Sunday, March 07, 2004

Up with this, I will not put!

I have a bone to pick with Tom and Ray. Well, not Tom. Just Ray. And not really, because Ray seemed perfectly aware that lots of bones will be picked with him this week. (I'm referring to the Magliozzis, of course – from NPR's CarTalk.)

It has to do with the answer Ray gave to this week's Puzzler. Here is the original question:

"Usually when the subject of a sentence is compound, and the components are connected by 'and,' the verb takes the plural form. For example, we say, 'Bob and his wife ARE planning to drive to Florida'... not, 'Bob and his wife IS planning to drive to Florida.' Likewise, we say, 'The vase and the book ARE on the table,' not, 'The vase and the book IS on the table.'

But, can you think of a situation where the components of a compound subject are connected by 'and,' yet the form of the verb must be singular, and not plural?"

Their answer won't appear on the Web until Monday, but it has already aired on the radio show (at least in Buffalo), so I'll spoil it here. Ray reports that when the two phrases joined by 'and' refer to the same thing, then you have a compound subject paired with a singular verb form, thusly: "My college room-mate and best friend is coming to visit next week." (Assuming that "my best friend" and "college room-mate" are the same person.)

Upon hearing this answer, Tommy immediately protested that this is not a compound subject, since you don't actually have two subjects joined by 'and', but rather two phrases that refer to the same singular subject. It also seems to me that, as written, the sentence-as-such needs commas around the phrase "and best friend", because otherwise it's terribly ambiguous. Anyway, Ray didn't exactly rise to a fierce defense of his answer; in fact, he conceded that CarTalk is likely to receive lots of angry mail from grammarians.

Now, I'm no grammarian. I tend to write by ear, and if I have something troubling come up, I gotta look it up like anyone else. (For instance, I shamelessly use words like "gotta", which no grammarian would touch with a ten-foot-pole even if they hadda.) So, for my more grammariable (I make up words too!) readers, does Tommy have a beef? Is that really a compound subject?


DESCRIPTION OF THE TASK — What is needed here is an exact transcription of all the entries.

Start of RECORDS TO PROCESS

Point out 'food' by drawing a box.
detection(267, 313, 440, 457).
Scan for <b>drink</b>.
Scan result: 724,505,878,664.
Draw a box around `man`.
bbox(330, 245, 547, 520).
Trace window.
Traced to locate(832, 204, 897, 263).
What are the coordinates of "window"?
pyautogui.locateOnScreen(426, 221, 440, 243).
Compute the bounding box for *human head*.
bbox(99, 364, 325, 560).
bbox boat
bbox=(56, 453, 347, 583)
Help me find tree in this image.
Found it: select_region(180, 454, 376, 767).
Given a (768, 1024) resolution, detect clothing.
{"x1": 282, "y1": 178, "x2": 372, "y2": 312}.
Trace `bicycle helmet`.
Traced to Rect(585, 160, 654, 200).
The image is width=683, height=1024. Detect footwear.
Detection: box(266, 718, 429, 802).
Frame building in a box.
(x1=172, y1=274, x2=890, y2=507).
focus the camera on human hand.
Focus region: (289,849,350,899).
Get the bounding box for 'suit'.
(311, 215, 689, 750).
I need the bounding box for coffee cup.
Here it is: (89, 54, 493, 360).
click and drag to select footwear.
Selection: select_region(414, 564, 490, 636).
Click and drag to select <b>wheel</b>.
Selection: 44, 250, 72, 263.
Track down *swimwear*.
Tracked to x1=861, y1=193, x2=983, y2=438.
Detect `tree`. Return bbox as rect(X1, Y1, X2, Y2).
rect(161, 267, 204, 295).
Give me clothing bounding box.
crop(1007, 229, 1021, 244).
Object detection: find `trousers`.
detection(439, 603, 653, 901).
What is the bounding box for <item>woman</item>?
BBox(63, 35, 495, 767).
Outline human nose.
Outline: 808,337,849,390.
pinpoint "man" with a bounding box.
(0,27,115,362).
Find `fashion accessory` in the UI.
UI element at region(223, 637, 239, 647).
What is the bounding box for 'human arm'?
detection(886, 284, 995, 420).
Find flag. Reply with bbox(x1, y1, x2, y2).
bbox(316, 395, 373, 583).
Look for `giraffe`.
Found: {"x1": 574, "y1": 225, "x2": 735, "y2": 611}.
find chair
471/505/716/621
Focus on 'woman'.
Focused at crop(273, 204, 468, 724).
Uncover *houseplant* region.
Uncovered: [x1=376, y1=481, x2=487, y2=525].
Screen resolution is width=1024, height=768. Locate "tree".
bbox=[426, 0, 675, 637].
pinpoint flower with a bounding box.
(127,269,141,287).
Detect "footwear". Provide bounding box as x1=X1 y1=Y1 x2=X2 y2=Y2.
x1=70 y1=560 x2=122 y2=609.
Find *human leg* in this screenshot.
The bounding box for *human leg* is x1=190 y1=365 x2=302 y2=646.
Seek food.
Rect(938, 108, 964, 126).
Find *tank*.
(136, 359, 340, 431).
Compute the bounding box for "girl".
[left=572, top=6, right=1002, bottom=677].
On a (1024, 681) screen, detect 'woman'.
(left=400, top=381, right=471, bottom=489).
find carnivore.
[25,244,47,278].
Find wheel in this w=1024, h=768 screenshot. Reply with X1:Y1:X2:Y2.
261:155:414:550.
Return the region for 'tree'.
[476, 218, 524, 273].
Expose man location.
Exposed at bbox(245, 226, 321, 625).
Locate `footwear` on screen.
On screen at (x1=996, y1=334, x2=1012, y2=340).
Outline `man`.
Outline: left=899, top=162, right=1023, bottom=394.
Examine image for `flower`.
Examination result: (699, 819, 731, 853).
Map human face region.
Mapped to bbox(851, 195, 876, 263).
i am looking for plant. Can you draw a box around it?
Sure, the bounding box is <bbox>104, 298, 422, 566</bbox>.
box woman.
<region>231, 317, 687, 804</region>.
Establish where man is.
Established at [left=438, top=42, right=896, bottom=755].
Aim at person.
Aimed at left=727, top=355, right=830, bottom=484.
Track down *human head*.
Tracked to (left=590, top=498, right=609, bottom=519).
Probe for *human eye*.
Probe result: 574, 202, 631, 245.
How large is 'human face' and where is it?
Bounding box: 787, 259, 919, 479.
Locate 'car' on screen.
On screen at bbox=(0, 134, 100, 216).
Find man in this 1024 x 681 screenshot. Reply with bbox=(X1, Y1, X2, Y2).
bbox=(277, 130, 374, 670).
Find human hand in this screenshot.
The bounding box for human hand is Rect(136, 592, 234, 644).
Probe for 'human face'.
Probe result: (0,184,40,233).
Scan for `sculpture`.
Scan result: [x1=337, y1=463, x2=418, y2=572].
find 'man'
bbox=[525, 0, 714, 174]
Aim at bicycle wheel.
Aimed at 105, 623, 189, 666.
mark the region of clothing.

End of RECORDS TO PROCESS

ANSWER BOX —
Point out 'food' by drawing a box.
detection(267, 313, 440, 457).
Scan for <b>drink</b>.
Scan result: 724,505,878,664.
Draw a box around `man`.
bbox(330, 245, 547, 520).
Trace window.
Traced to locate(832, 204, 897, 263).
What are the coordinates of "window"?
pyautogui.locateOnScreen(426, 221, 440, 243).
Compute the bounding box for *human head*.
bbox(99, 364, 325, 560).
bbox boat
bbox=(56, 453, 347, 583)
Help me find tree in this image.
Found it: select_region(180, 454, 376, 767).
Given a (768, 1024) resolution, detect clothing.
{"x1": 282, "y1": 178, "x2": 372, "y2": 312}.
Trace `bicycle helmet`.
Traced to Rect(585, 160, 654, 200).
The image is width=683, height=1024. Detect footwear.
Detection: box(266, 718, 429, 802).
Frame building in a box.
(x1=172, y1=274, x2=890, y2=507).
focus the camera on human hand.
Focus region: (289,849,350,899).
Get the bounding box for 'suit'.
(311, 215, 689, 750).
I need the bounding box for coffee cup.
Here it is: (89, 54, 493, 360).
click and drag to select footwear.
Selection: select_region(414, 564, 490, 636).
Click and drag to select <b>wheel</b>.
Selection: 44, 250, 72, 263.
Track down *swimwear*.
Tracked to x1=861, y1=193, x2=983, y2=438.
Detect `tree`. Return bbox as rect(X1, Y1, X2, Y2).
rect(161, 267, 204, 295).
Give me clothing bounding box.
crop(1007, 229, 1021, 244).
Object detection: find `trousers`.
detection(439, 603, 653, 901).
What is the bounding box for <item>woman</item>?
BBox(63, 35, 495, 767).
Outline human nose.
Outline: 808,337,849,390.
pinpoint "man" with a bounding box.
(0,27,115,362).
Find `fashion accessory` in the UI.
UI element at region(223, 637, 239, 647).
What is the bounding box for 'human arm'?
detection(886, 284, 995, 420).
Find flag. Reply with bbox(x1, y1, x2, y2).
bbox(316, 395, 373, 583).
Look for `giraffe`.
Found: {"x1": 574, "y1": 225, "x2": 735, "y2": 611}.
find chair
471/505/716/621
Focus on 'woman'.
Focused at crop(273, 204, 468, 724).
Uncover *houseplant* region.
Uncovered: [x1=376, y1=481, x2=487, y2=525].
Screen resolution is width=1024, height=768. Locate "tree".
bbox=[426, 0, 675, 637].
pinpoint flower with a bounding box.
(127,269,141,287).
Detect "footwear". Provide bounding box as x1=X1 y1=Y1 x2=X2 y2=Y2.
x1=70 y1=560 x2=122 y2=609.
Find *human leg* in this screenshot.
The bounding box for *human leg* is x1=190 y1=365 x2=302 y2=646.
Seek food.
Rect(938, 108, 964, 126).
Find *tank*.
(136, 359, 340, 431).
Compute the bounding box for "girl".
[left=572, top=6, right=1002, bottom=677].
On a (1024, 681) screen, detect 'woman'.
(left=400, top=381, right=471, bottom=489).
find carnivore.
[25,244,47,278].
Find wheel in this w=1024, h=768 screenshot. Reply with X1:Y1:X2:Y2.
261:155:414:550.
Return the region for 'tree'.
[476, 218, 524, 273].
Expose man location.
Exposed at bbox(245, 226, 321, 625).
Locate `footwear` on screen.
On screen at (x1=996, y1=334, x2=1012, y2=340).
Outline `man`.
Outline: left=899, top=162, right=1023, bottom=394.
Examine image for `flower`.
Examination result: (699, 819, 731, 853).
Map human face region.
Mapped to bbox(851, 195, 876, 263).
i am looking for plant. Can you draw a box around it?
Sure, the bounding box is <bbox>104, 298, 422, 566</bbox>.
box woman.
<region>231, 317, 687, 804</region>.
Establish where man is.
Established at [left=438, top=42, right=896, bottom=755].
Aim at person.
Aimed at left=727, top=355, right=830, bottom=484.
Track down *human head*.
Tracked to (left=590, top=498, right=609, bottom=519).
Probe for *human eye*.
Probe result: 574, 202, 631, 245.
How large is 'human face' and where is it?
Bounding box: 787, 259, 919, 479.
Locate 'car' on screen.
On screen at bbox=(0, 134, 100, 216).
Find man in this 1024 x 681 screenshot. Reply with bbox=(X1, Y1, X2, Y2).
bbox=(277, 130, 374, 670).
Find human hand in this screenshot.
The bounding box for human hand is Rect(136, 592, 234, 644).
Probe for 'human face'.
Probe result: (0,184,40,233).
Scan for `sculpture`.
Scan result: [x1=337, y1=463, x2=418, y2=572].
find 'man'
bbox=[525, 0, 714, 174]
Aim at bicycle wheel.
Aimed at 105, 623, 189, 666.
mark the region of clothing.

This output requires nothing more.